Lean Practices for Businesses

by Jerry Kilpatrick

Why Do a Project on a Lean Basis?
Greg Howell and Hal Macomber

Why Do a Project on a Lean Basis?

Underneath the simple answer, “It will cost less, get done earlier with far fewer injuries, and better quality,” there are better and more powerful answers. These include less suffering for the customer and project team, greater accountability, forward-looking control – steering really – increased ability to cope with uncertainty and complexity, and the ability to identify and deliver more value to more people as the project unfolds. Such answers sound too good to be true, and they are too good to be true for those stuck in current practice. So what is lean project delivery? How does it work? What tools do we use?

What is a Project?

A project is a promise – a very big promise – delivered by people working in a network of commitments. The act of design creates the conditions of satisfaction that mark the delivery on that promise. During construction, the physical work, movement, and shaping and installation of materials delivers on promises made in planning as people organize to do their work. When people make reliable promises and do what they say, others in the network of commitment are free to make their promises resulting in predictable workflow downstream. When downstream planners can count on work being ready, crews can work closer together without sacrificing productivity. Project duration is reduced, productivity goes up across the board, and the site is safer. A lean approach is achieved by involving project performers – people responsible for delivering on their promises – in planning the work that they will perform. It occurs through successive levels of planning starting from overall promises to weekly and daily planning where the details of what will be done by whom on a specific date is promised. The lean approach exploits what people learn as they perform. Planning continues throughout the project for refining, learning, innovating, and adjusting to the future that unfolds. Control is redefined when the work in projects is understood as making and keeping commitments. By control, we mean the ability to make things happen as intended. Projects that look good on the cost and schedule report are not necessarily under control by this definition. Too often people choose and do work to make their accounts look good rather than keep their promise to deliver what is needed downstream. This sort of thing can be traced to a lack of accountability. Be clear about this: Accountability arises when a person makes a promise and accountability vanishes when they don’t have the freedom to say, “No.” Telling people to get their numbers up destroys accountability to others in the line of work. New possibilities, beyond what we can explore on these two pages, open as the flow of work becomes more predictable. Perhaps the most important benefit predictable flow brings is close coordination in the midst of greater complexity. Nature knows this rule: predictability at the cellular level must increase as complexity increases or the organism cannot maintain its integrity.

Tools and Tool-Users

The tools are the ones you know… used differently with a different intention: a milestone plan for establishing the collection of promises, the lookahead plan for making work ready, a weekly work plan to elicit commitments, and a daily meeting to report promised completions, learn from experience, and to give aid to each other. People are the most powerful project management tool. Shifting to lean project delivery requires clearheaded and determined leadership, people who understand that this is the right thing to do. In return, they can expect both better project performance and a better industry because this system accelerates learning and increases individual accountability.

The Future Is Uncertain

The primary reason to do projects on a lean basis is for the ability to adjust as the always uncertain and unknowable future unfolds. The usual approach, to do the majority of the planning and scheduling before the project begins, puts a straitjacket on the project team. Things still go wrong on lean projects, but the ability of the team to work in trust together allows them to make the best of each circumstance. They can bring their collective creativity and talent to bear in ways unforeseeable in the initial program or master schedule. Value is what the client says it is. Their understanding will change as the world changes and as new possibilities are brought forward. On lean projects, value is created and delivered when promising connects the work of specialists to the value delivered to the customer and coordinates their action. Greater value is delivered and customer satisfaction increased when the team adjusts to the changing situation and customer aims and interests.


# Exercise brief
Line by line, output the data that follows exactly as written.

# Given data
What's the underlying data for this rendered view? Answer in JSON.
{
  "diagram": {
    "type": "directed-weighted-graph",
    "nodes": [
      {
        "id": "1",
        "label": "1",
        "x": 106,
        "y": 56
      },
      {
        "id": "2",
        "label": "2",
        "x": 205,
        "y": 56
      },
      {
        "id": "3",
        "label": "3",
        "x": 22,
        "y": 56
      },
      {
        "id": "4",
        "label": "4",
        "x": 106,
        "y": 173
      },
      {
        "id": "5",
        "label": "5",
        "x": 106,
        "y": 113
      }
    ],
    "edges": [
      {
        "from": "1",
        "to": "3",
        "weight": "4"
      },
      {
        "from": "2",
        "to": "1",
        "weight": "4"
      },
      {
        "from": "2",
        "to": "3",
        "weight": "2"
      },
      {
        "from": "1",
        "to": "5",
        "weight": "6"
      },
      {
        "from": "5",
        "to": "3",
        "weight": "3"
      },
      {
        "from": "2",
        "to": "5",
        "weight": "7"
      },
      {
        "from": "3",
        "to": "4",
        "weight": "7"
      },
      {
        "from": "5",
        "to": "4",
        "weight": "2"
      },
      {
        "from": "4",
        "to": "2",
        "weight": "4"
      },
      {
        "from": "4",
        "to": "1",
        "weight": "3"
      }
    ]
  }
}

# Exercise response
What's the underlying data for this rendered view? Answer in JSON.
{
  "diagram": {
    "type": "directed-weighted-graph",
    "nodes": [
      {
        "id": "1",
        "label": "1",
        "x": 106,
        "y": 56
      },
      {
        "id": "2",
        "label": "2",
        "x": 205,
        "y": 56
      },
      {
        "id": "3",
        "label": "3",
        "x": 22,
        "y": 56
      },
      {
        "id": "4",
        "label": "4",
        "x": 106,
        "y": 173
      },
      {
        "id": "5",
        "label": "5",
        "x": 106,
        "y": 113
      }
    ],
    "edges": [
      {
        "from": "1",
        "to": "3",
        "weight": "4"
      },
      {
        "from": "2",
        "to": "1",
        "weight": "4"
      },
      {
        "from": "2",
        "to": "3",
        "weight": "2"
      },
      {
        "from": "1",
        "to": "5",
        "weight": "6"
      },
      {
        "from": "5",
        "to": "3",
        "weight": "3"
      },
      {
        "from": "2",
        "to": "5",
        "weight": "7"
      },
      {
        "from": "3",
        "to": "4",
        "weight": "7"
      },
      {
        "from": "5",
        "to": "4",
        "weight": "2"
      },
      {
        "from": "4",
        "to": "2",
        "weight": "4"
      },
      {
        "from": "4",
        "to": "1",
        "weight": "3"
      }
    ]
  }
}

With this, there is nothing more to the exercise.